BUDGET PROPOSAL SHIFTS COSTS TO AND TAKES FUNDS FROM COUNTIES (Association of County Commissioners)

BUDGET PROPOSAL SHIFTS COSTS TO AND TAKES FUNDS FROM COUNTIES (Association of County Commissioners)

The budget proposal unveiled by Governor Beverly Perdue on Thursday would cause a major shift in how the state’s public education system is funded and would force more responsibilities on county governments while reducing much-needed revenues to counties for school construction. The proposed budget shifts responsibility to counties to pay for replacement school buses ($56.9 million) and takes the unprecedented step of forcing counties to assume the workers’ compensation costs for state-paid public school employees ($34.6 million) and community college employees ($1.7 million). The proposal also reduces state-funded positions in the local public school systems for administration, academic support and other non-instructional support areas, which will put additional pressure on counties to fund these positions.

“Counties have been assured by lawmakers that the state will not attempt to balance its budget by pushing down unfunded mandates and additional responsibilities to counties or by taking county revenues,” said NCACC Executive Director David F. Thompson in a news release issued Thursday afternoon. “The current budget proposal does both, and we will be working with the House and Senate to address our concerns.”

Statutorily, counties are supposed to receive 40 percent of lottery proceeds for school capital needs. The proposed budget uses most of the county share of lottery proceeds for state education expenses and eliminates the county share of the corporate income tax dedicated to the Public School Building Capital Fund. These moves add up to a loss for counties of almost $200 million per year in much-needed school construction funds. The budget proposal also shifts more social services administrative costs to counties, resulting in $5.4 million of additional expenses for counties, and reduces state aid to public health departments by $6.8 million.

Counties have lost more than $260 million in school capital funds during the current biennium, and the budget proposal for the upcoming biennium would take away more than $375 million from counties. Here is a year-by-year look at the revenue losses to counties.

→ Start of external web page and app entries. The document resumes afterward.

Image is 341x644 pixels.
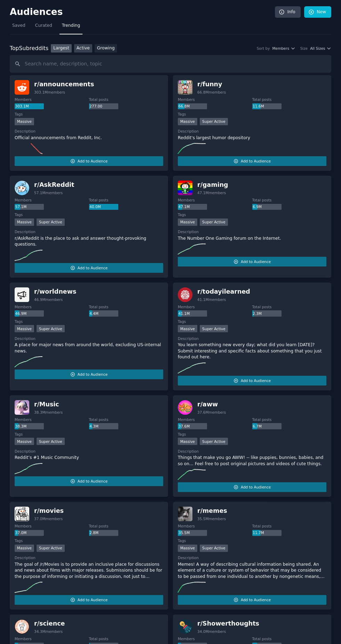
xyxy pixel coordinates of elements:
[15,304,89,309] dt: Members
[252,310,282,317] div: 2.3M
[178,103,207,110] div: 66.8M
[178,235,326,242] p: The Number One Gaming forum on the Internet.
[15,619,29,634] img: science
[78,371,108,377] span: Add to Audience
[252,97,327,102] dt: Total posts
[199,437,228,445] div: Super Active
[37,544,65,552] div: Super Active
[252,103,282,110] div: 11.6M
[178,111,326,116] dt: Tags
[15,156,164,166] button: Add to Audience
[33,21,55,34] a: Curated
[15,448,164,454] dt: Description
[199,325,228,332] div: Super Active
[89,530,118,536] div: 2.8M
[15,530,44,536] div: 37.0M
[178,544,197,552] div: Massive
[15,263,164,273] button: Add to Audience
[178,454,326,467] p: Things that make you go AWW! -- like puppies, bunnies, babies, and so on... Feel free to post ori...
[178,555,326,560] dt: Description
[178,437,197,445] div: Massive
[15,97,89,102] dt: Members
[89,204,118,210] div: 40.0M
[199,118,228,125] div: Super Active
[178,417,252,422] dt: Members
[241,484,271,489] span: Add to Audience
[178,530,207,536] div: 35.5M
[178,595,326,604] button: Add to Audience
[178,129,326,133] dt: Description
[15,204,44,210] div: 57.1M
[310,46,331,51] button: All Sizes
[34,181,74,188] span: r/ AskReddit
[252,304,327,309] dt: Total posts
[15,103,44,110] div: 303.1M
[15,506,29,521] img: movies
[178,619,193,634] img: Showerthoughts
[252,423,282,429] div: 6.7M
[15,561,164,580] p: The goal of /r/Movies is to provide an inclusive place for discussions and news about films with ...
[15,325,34,332] div: Massive
[178,376,326,385] button: Add to Audience
[10,21,28,34] a: Saved
[275,7,301,18] a: Info
[241,597,271,602] span: Add to Audience
[15,417,89,422] dt: Members
[178,198,252,202] dt: Members
[34,81,94,88] span: r/ announcements
[178,482,326,492] button: Add to Audience
[34,629,62,634] div: 34.3M members
[12,23,26,29] span: Saved
[257,46,270,51] div: Sort by
[178,180,193,195] img: gaming
[197,81,222,88] span: r/ funny
[178,118,197,125] div: Massive
[178,400,193,415] img: aww
[15,369,164,379] button: Add to Audience
[78,158,108,163] span: Add to Audience
[34,89,65,95] div: 303.1M members
[178,212,326,217] dt: Tags
[241,158,271,163] span: Add to Audience
[199,218,228,226] div: Super Active
[15,129,164,133] dt: Description
[178,636,252,641] dt: Members
[197,181,228,188] span: r/ gaming
[89,636,164,641] dt: Total posts
[178,256,326,267] button: Add to Audience
[178,287,193,302] img: todayilearned
[78,478,108,484] span: Add to Audience
[197,620,260,626] span: r/ Showerthoughts
[178,561,326,580] p: Memes! A way of describing cultural information being shared. An element of a culture or system o...
[252,204,282,210] div: 6.9M
[89,417,164,422] dt: Total posts
[15,198,89,202] dt: Members
[252,417,327,422] dt: Total posts
[197,629,226,634] div: 34.0M members
[178,135,326,141] p: Reddit's largest humor depository
[89,523,164,528] dt: Total posts
[34,288,76,295] span: r/ worldnews
[178,506,193,521] img: memes
[178,342,326,360] p: You learn something new every day; what did you learn [DATE]? Submit interesting and specific fac...
[197,288,250,295] span: r/ todayilearned
[15,319,164,324] dt: Tags
[34,620,65,626] span: r/ science
[178,204,207,210] div: 47.1M
[10,44,48,53] div: Top Subreddits
[15,229,164,234] dt: Description
[301,46,308,51] div: Size
[15,287,29,302] img: worldnews
[78,597,108,602] span: Add to Audience
[197,410,226,415] div: 37.6M members
[272,46,289,51] span: Members
[10,7,275,18] h2: Audiences
[199,544,228,552] div: Super Active
[15,437,34,445] div: Massive
[252,636,327,641] dt: Total posts
[89,304,164,309] dt: Total posts
[197,89,226,95] div: 66.8M members
[15,400,29,415] img: Music
[15,476,164,486] button: Add to Audience
[252,530,282,536] div: 11.7M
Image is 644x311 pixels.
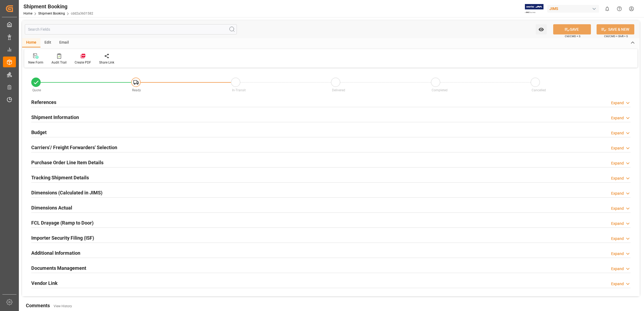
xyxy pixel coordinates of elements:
button: JIMS [548,3,601,14]
h2: Budget [31,129,47,136]
span: Ready [132,88,141,92]
button: SAVE & NEW [597,24,635,34]
div: Expand [611,115,624,121]
img: Exertis%20JAM%20-%20Email%20Logo.jpg_1722504956.jpg [525,4,544,14]
h2: Importer Security Filing (ISF) [31,234,94,241]
div: Expand [611,146,624,151]
span: Ctrl/CMD + Shift + S [604,34,628,38]
h2: Comments [26,302,50,309]
div: Expand [611,221,624,227]
h2: Additional Information [31,249,80,257]
div: Expand [611,281,624,287]
div: Audit Trail [51,60,67,65]
div: Create PDF [75,60,91,65]
h2: Dimensions Actual [31,204,72,211]
span: Delivered [332,88,345,92]
button: show 0 new notifications [601,3,613,15]
div: Expand [611,191,624,196]
div: Expand [611,176,624,181]
a: View History [54,304,72,308]
div: Expand [611,160,624,166]
div: Expand [611,251,624,257]
span: Cancelled [532,88,546,92]
div: Expand [611,236,624,241]
h2: Carriers'/ Freight Forwarders' Selection [31,144,117,151]
button: SAVE [554,24,591,34]
div: Shipment Booking [23,3,93,11]
div: Expand [611,100,624,106]
span: Ctrl/CMD + S [565,34,581,38]
div: JIMS [548,5,599,13]
div: Share Link [99,60,114,65]
h2: FCL Drayage (Ramp to Door) [31,219,93,227]
input: Search Fields [25,24,237,34]
div: Expand [611,266,624,272]
a: Home [23,11,32,15]
h2: Documents Management [31,264,86,272]
div: Edit [40,38,55,48]
button: open menu [536,24,547,34]
span: Completed [432,88,448,92]
div: Email [55,38,73,48]
h2: Dimensions (Calculated in JIMS) [31,189,102,196]
button: Help Center [613,3,626,15]
h2: Purchase Order Line Item Details [31,159,104,166]
a: Shipment Booking [38,11,65,15]
span: In-Transit [232,88,246,92]
div: Expand [611,130,624,136]
h2: Tracking Shipment Details [31,174,89,181]
h2: Vendor Link [31,280,58,287]
div: New Form [28,60,43,65]
h2: References [31,98,56,106]
div: Home [22,38,40,48]
h2: Shipment Information [31,114,79,121]
span: Quote [32,88,41,92]
div: Expand [611,206,624,211]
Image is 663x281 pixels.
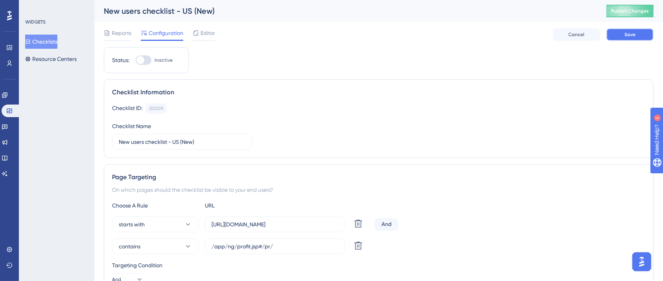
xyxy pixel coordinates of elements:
[25,35,57,49] button: Checklists
[112,201,199,211] div: Choose A Rule
[119,242,140,251] span: contains
[112,103,142,114] div: Checklist ID:
[375,218,399,231] div: And
[112,55,129,65] div: Status:
[112,122,151,131] div: Checklist Name
[55,4,57,10] div: 5
[630,250,654,274] iframe: UserGuiding AI Assistant Launcher
[112,173,646,182] div: Page Targeting
[112,28,131,38] span: Reports
[25,52,77,66] button: Resource Centers
[569,31,585,38] span: Cancel
[155,57,173,63] span: Inactive
[149,28,183,38] span: Configuration
[119,220,145,229] span: starts with
[149,105,163,112] div: 20009
[611,8,649,14] span: Publish Changes
[201,28,215,38] span: Editor
[112,217,199,233] button: starts with
[112,185,646,195] div: On which pages should the checklist be visible to your end users?
[25,19,46,25] div: WIDGETS
[112,261,646,270] div: Targeting Condition
[112,239,199,255] button: contains
[104,6,587,17] div: New users checklist - US (New)
[607,28,654,41] button: Save
[212,220,338,229] input: yourwebsite.com/path
[205,201,292,211] div: URL
[607,5,654,17] button: Publish Changes
[212,242,338,251] input: yourwebsite.com/path
[625,31,636,38] span: Save
[18,2,49,11] span: Need Help?
[119,138,246,146] input: Type your Checklist name
[112,88,646,97] div: Checklist Information
[553,28,600,41] button: Cancel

2009-10 – state took ADM funds from counties ($100 million loss to counties)
2010-11 – state took ADM funds from counties ($100 million loss to counties) and reduced lottery appropriation from $176 million to $113 million ($63 million loss to counties)
2011-12 – state ends ADM fund transfer from corporate income tax ($72 million loss to counties) and reduces lottery share to $45 million ($115 million loss to counties)
2012-13 – state ends ADM fund transfer from corporate income tax ($75 million loss to counties) and reduces lottery share to $45 million ($115 million loss to counties)
Total losses for counties: $640 million.